A security firm has warned that Internet-connected devices such as CCTV cameras are being hacked with increasing frequency, allowing them to be taken into botnets and used to carry out attacks.
Such so-called Internet of Things (IoT) devices are prime targets for hackers, in part because their users often have little awareness of security. Once hacked, the devices can be used, for instance, to help carry out Distributed Denial of Service (DDoS) attacks, which draw on large numbers of devices to direct waves of traffic at a target site with the intention of making the target inaccessible.
Internet-connected CCTV cameras are one of the most vulnerable IoT devices, according to security firm Incapsula, due in part to the large number deployed. About 245 million professionally installed surveillance cameras were operating worldwide last year, according to figures from research firm IHS Technology, but Incapsula estimated there are “millions” more that have been set up on an ad-hoc basis.
Research firm IDC anticipates there will be more than 28 billion IoT devices installed by 2020.
Incapsula said it saw a 240 percent increase in malicious traffic on its network in March of last year, most of it originating from compromised CCTV cameras, and more recently the company found that one of its customers was being subjected to a repeated HTTP flood attacks powered by compromised cameras. Incapsula operates a cloud-based security platform.
About 900 cameras were being used to attack an unnamed “large cloud service” with millions of users, Incapsula said.
All of the compromised devices were running embedded Linux with a utilities package called BusyBox, the company said in a blog post. They were infected with ARM malware called (.btce) that specifically scans for devices running BusyBox that are susceptible to password-guessing “dictionary attacks”, Incapsula said.
In this case, however, such an attack wasn’t necessary, since all of the devices involved were accessible using their default login credentials, according to Incapsula. The lack of security meant, unsurprisingly, that the devices involved had, in almost every case, been hacked by several different invdividuals.
“This goes to show just how easy it is to locate and exploit such unsecured devices,” wrote Incapsula’s Ofer Gayer, Or Wilder and Igal Zeifman in the post.

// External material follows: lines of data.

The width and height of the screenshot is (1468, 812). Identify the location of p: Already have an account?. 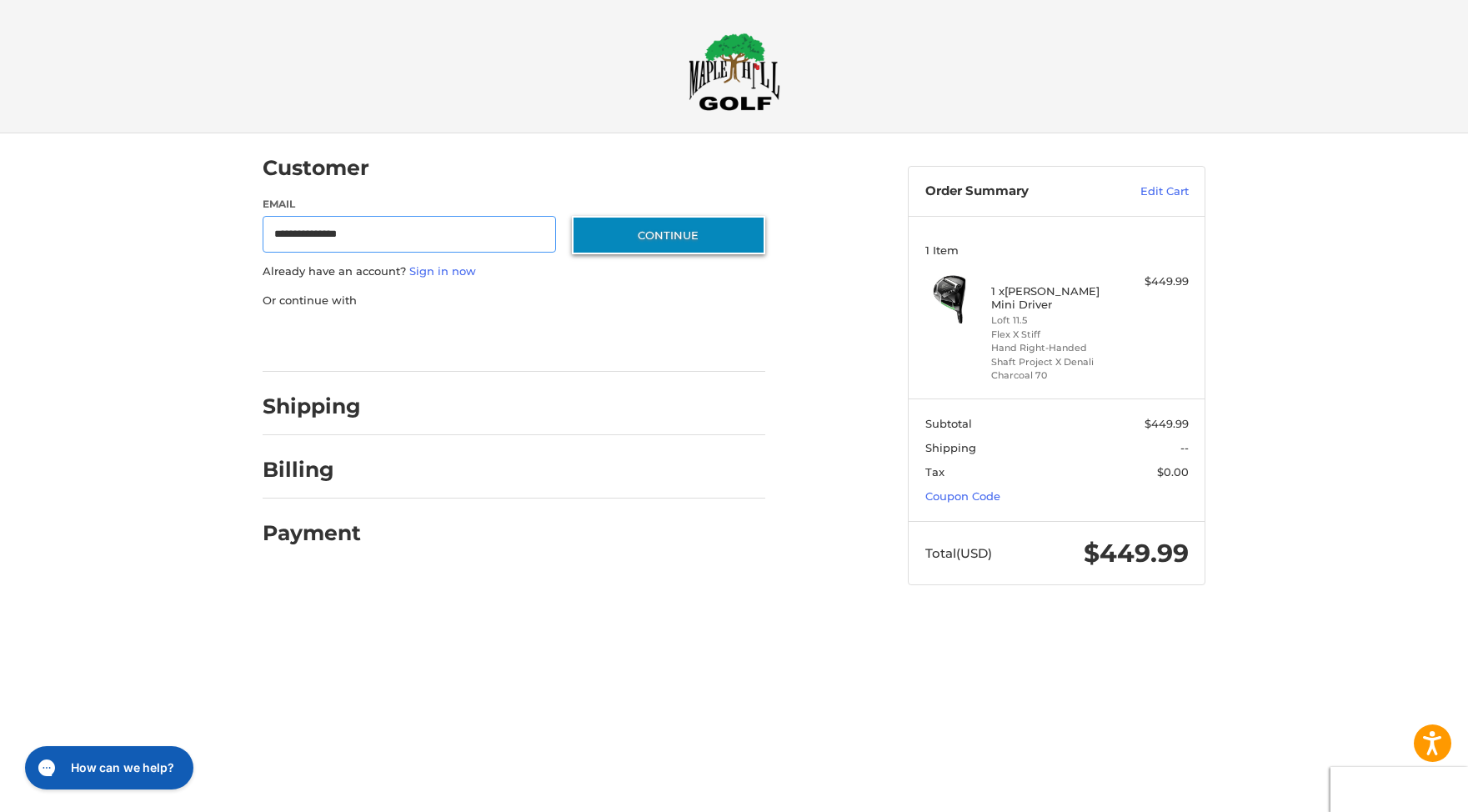
(514, 272).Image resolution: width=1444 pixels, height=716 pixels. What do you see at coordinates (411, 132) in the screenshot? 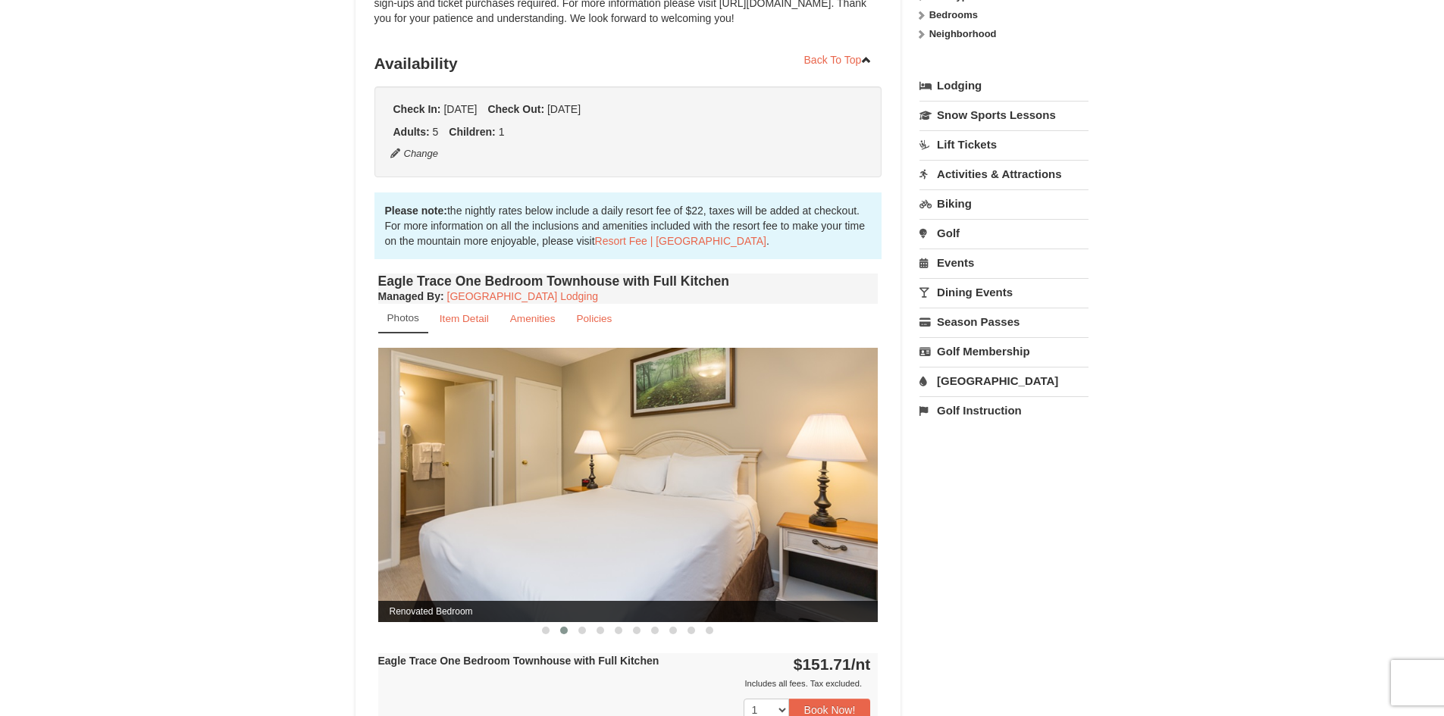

The cameras involved were spread around the world, with particularly large numbers from India (169), Latin America and Eastern Europe.
By coincidence, one of the infected devices was located at a shop five minutes from Incapsula’s offices, the company said in its blog post. The location of the offices wasn’t mentioned, but Gayer’s Twitter profile indicates he is based in Israel, where Incapsula operates a Tel Aviv office.
“We were able to meet with the store owners, show them how their CCTV cameras were abused to attack our clients and help them clean the malware from the infected camera’s hard drive,” wrote Gayer, Wilder and Zeifman. “As we did, we witnessed it coughing out attacking requests up to the very last moment.”
The incident illustrates the dangers posed by large numbers of Internet-connected devices for which basic security precautions – such as changing the default access password – haven’t been taken, according to Incapsula.
“Whether it is a router, a Wi-Fi access point or a CCTV camera, default factory credentials are there only to be changed upon installation,” the company wrote.
A study released in August found that up to 68 percent of IT professionals believe business efficiency requirements are forcing their organisations to adopt IoT devices in spite of the security risks.